Friday, September 11, 2015

Immigrants and the American work ethic



Donald Trump is at once the most qualified and unqualified man running for President. No other candidate comes close to his executive experience (and it is an executive we are supposed to elect); nor do they dole out even a dollop of the hate and vitriol that he directs at various classes of people. It’s that behavior that makes him unfit for office despite his phenomenal credentials – and it’s that same behavior that promotes and encourages xenophobia.

Trump’s brand of foreigner fear is dangerous. To him and those who champion his candidacy, it’s impossible to distinguish between illegal immigrants who come here in all the wrong ways and for all the wrong reasons and the countless legal immigrants who come here in all the right ways and for all the right reasons.

It’s unfortunate, because the folks who take the legal path to our country via student visas, work visas, naturalization and refuge should be welcomed to this country with open arms and open hearts and treated like the good neighbors they are. They help make America better and one could even argue that they are more American than many of us.

The American people used to pride themselves on an unconscionable and unmatched work ethic. Our predecessors cleared the Earth and tamed half of a wild continent, working through conditions and with tools that are now unfathomable to build a great nation for themselves and their heirs. The knowledge that hard work and ingenuity yielded greatness carried into the late-1900s as men and women grinded it out to achieve it.

But, we live in a different world, a different America. Ask any business manager or Baby Boomer who is still in the workplace – they will tell you that today’s younger generations don’t get it. They don’t like to get their hands dirty, they don’t come to work on time (if at all), they don’t want a 40 hour week, and they immediately expect the wages and benefits that people before them worked years to get.

That sense of entitlement permeates society, as the labor participation rate is less than 63 percent, a 38-year low. A record 94 million people are choosing not to work and government makes it too easy for them not to.

But, the people who come here legally want to work, as they know it’s the only path to achieving the incomparable American Dream. They know that through hard work and thrift, they can have a middle class standing and live exactly like the privileged the upper classes and kings do in their homelands.  

You see this exercising of the fabled American work ethic everywhere -- from factories to farms to hospitals -- out of folks who weren’t born Americans.

I have a pretty diverse workplace, with a minority population in excess of 30 percent. A good number of those diverse peoples are immigrants and refugees. Among the first to come to us were the Vietnamese. One fellow, who has been with us for over 15 years, has an incomparable work ethic that should shame anyone. A couple of years ago, while working on one of his Buffalo apartments, he took a bullet from a random shooter that lodged in his skull. He came to work that same night and I had to forcibly tell him to leave and get it taken care of. And, to think, some of his American-born cohorts look for even the smallest ailment to get out of work.

That ethic is not unusual for Asians, as we’ve welcomed two dozen of the 9,000 Burmese refugees who call Buffalo home. They work, they don’t create headaches, they feel bad for missing time and most do not miss any time at all. They are absolutely fantastic coworkers. Quite simply, they work, just as Americans used to and were expected to.

That’s just one workplace. Take a look at the farms and orchards across the Niagara Frontier, most of which are staffed with migrant workers from Jamaica or Mexico. As I wrote a few weeks back, they are paid well and receive great benefits. So, why aren’t Americans gobbling up those jobs? Because they don’t want to: It’s easier to collect benefits from the government than it is to get muddy, pick fruits, milk cows or work under the sun.

So, if you like American-made products and good, quality produce realize they’re being made possible by immigrants, “new Americans” – just as most of your surgeries and medical advances are. If it weren’t for them, the American work ethic would be dead. Despite what the Donald Trumps of the world might believe and say, they are not ruining America…they are making it better.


Whenever the string "pixels" appears in a line below, please copy the line out.

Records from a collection
▬▬▬

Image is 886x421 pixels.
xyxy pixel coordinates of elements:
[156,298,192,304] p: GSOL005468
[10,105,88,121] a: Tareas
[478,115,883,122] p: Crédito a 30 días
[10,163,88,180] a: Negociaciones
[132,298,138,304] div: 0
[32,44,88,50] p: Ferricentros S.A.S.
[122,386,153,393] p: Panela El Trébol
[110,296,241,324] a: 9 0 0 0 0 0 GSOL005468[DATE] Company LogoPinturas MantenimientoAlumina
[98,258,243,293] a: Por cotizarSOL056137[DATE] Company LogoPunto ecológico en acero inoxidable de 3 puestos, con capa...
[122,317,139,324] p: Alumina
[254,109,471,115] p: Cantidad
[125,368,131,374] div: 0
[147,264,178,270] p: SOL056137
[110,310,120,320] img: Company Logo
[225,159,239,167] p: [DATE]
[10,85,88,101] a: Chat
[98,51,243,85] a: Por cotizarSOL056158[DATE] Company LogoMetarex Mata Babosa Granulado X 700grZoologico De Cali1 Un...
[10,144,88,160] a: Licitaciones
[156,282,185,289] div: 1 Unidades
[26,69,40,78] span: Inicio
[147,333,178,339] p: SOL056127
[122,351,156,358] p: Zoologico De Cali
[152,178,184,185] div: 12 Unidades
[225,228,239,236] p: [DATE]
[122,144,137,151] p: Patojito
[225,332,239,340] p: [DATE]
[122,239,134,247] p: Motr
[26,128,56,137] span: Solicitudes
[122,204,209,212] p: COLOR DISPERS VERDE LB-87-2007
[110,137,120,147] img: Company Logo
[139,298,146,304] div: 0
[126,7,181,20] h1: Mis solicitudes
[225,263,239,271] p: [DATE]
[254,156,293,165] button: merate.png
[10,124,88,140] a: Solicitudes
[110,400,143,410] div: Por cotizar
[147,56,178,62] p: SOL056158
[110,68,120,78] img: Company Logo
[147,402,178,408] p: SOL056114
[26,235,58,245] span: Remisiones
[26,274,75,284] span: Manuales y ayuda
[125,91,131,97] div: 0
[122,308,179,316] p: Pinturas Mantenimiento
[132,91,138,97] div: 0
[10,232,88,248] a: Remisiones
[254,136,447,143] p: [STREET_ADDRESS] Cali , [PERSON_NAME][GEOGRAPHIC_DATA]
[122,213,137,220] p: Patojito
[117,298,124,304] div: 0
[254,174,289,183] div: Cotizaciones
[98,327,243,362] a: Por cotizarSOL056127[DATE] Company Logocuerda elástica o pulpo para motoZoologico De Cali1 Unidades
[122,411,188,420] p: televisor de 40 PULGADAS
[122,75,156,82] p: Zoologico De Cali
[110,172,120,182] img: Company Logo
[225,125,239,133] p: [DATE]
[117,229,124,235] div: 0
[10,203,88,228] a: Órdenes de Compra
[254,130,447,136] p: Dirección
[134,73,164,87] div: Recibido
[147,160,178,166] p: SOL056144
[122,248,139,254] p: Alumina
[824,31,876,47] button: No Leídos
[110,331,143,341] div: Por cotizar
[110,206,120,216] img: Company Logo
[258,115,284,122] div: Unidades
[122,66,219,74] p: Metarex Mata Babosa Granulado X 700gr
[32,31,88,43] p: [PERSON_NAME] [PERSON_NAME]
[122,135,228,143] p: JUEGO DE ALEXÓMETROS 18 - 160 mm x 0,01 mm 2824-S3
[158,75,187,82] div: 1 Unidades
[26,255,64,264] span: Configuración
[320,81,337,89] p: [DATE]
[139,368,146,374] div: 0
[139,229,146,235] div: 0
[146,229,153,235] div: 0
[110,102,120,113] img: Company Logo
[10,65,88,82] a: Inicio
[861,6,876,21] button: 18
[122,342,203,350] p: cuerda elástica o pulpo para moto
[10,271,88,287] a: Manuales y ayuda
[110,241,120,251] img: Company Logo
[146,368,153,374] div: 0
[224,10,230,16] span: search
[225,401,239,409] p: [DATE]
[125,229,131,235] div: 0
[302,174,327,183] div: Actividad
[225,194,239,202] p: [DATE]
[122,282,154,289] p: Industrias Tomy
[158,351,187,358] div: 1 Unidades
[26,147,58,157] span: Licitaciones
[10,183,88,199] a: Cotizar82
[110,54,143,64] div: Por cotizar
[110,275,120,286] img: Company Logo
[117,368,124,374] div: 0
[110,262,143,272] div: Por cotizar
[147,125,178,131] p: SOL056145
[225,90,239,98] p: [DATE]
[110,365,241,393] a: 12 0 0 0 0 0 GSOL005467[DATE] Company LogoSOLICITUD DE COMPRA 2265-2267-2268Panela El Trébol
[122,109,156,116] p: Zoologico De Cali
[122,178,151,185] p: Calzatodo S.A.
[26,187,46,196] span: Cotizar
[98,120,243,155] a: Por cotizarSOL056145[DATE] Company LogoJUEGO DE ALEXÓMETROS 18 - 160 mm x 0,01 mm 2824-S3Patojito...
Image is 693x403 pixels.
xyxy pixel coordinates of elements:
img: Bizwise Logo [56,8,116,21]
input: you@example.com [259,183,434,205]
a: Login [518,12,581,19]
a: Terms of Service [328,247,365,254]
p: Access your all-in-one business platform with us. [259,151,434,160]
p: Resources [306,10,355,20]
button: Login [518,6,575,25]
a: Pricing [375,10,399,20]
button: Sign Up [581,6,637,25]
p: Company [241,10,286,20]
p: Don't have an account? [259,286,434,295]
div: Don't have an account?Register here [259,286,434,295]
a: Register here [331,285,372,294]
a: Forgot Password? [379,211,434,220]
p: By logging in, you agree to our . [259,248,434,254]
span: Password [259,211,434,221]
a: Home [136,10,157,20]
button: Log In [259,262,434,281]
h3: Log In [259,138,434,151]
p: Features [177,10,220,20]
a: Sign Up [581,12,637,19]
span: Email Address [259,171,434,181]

▬▬▬

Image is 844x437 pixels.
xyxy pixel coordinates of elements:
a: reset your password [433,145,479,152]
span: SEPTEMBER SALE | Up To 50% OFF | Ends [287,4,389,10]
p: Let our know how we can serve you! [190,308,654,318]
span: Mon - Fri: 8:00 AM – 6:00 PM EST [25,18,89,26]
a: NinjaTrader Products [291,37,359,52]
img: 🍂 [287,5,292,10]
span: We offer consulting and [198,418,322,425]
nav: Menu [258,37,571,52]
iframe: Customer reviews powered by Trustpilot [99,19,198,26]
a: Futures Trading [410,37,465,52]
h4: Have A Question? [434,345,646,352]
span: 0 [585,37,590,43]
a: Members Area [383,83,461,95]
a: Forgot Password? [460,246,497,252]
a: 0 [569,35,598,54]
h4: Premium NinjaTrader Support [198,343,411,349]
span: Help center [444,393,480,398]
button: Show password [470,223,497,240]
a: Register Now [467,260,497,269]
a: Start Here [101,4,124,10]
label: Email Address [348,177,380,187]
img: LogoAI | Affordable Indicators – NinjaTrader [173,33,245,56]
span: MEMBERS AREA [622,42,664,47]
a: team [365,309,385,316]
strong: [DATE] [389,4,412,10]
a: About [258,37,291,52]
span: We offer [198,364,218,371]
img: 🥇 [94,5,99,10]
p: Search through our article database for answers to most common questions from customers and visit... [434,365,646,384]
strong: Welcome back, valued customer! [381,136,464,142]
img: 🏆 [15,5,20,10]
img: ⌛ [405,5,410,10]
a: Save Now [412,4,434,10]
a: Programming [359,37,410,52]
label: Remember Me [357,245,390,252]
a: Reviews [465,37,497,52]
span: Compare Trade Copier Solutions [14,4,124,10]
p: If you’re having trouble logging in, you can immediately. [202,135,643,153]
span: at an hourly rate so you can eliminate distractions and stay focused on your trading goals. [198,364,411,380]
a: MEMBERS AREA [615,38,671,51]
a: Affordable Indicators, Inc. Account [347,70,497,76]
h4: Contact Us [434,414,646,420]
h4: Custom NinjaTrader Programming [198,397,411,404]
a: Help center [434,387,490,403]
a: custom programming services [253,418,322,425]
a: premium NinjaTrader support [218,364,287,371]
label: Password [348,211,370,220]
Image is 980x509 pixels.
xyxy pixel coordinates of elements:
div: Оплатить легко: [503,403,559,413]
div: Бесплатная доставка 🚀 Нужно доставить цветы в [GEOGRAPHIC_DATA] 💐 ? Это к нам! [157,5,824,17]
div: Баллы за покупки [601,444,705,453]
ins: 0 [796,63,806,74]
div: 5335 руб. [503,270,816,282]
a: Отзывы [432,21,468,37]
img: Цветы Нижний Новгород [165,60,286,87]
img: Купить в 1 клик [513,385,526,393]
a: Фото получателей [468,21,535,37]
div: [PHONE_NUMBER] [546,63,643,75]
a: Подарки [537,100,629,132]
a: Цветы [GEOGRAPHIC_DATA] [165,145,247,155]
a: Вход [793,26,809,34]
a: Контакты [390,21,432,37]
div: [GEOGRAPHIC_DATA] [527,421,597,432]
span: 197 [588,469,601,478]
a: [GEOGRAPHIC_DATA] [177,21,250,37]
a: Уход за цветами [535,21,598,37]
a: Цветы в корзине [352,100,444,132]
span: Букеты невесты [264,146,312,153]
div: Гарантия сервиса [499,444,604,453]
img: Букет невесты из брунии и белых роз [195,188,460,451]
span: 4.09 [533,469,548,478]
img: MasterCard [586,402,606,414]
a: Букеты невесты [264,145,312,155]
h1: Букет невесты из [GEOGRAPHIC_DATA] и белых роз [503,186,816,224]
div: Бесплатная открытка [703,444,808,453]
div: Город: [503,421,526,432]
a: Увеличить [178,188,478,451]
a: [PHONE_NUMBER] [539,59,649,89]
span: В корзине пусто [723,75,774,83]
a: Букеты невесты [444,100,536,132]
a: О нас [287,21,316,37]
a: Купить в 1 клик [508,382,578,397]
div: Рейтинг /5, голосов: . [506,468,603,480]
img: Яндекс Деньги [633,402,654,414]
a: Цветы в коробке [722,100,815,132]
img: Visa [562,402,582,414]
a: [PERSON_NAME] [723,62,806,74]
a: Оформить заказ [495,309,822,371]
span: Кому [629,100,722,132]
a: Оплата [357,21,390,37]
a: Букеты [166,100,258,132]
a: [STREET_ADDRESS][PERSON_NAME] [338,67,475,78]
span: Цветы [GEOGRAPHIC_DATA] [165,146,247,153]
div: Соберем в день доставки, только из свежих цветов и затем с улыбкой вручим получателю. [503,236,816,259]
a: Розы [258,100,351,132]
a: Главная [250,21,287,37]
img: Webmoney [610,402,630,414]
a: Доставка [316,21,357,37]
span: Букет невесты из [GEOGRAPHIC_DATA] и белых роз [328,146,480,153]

▬▬▬

◆ YOUR RESPONSE:
Image is 886x421 pixels.
Image is 693x403 pixels.
Image is 844x437 pixels.
Image is 980x509 pixels.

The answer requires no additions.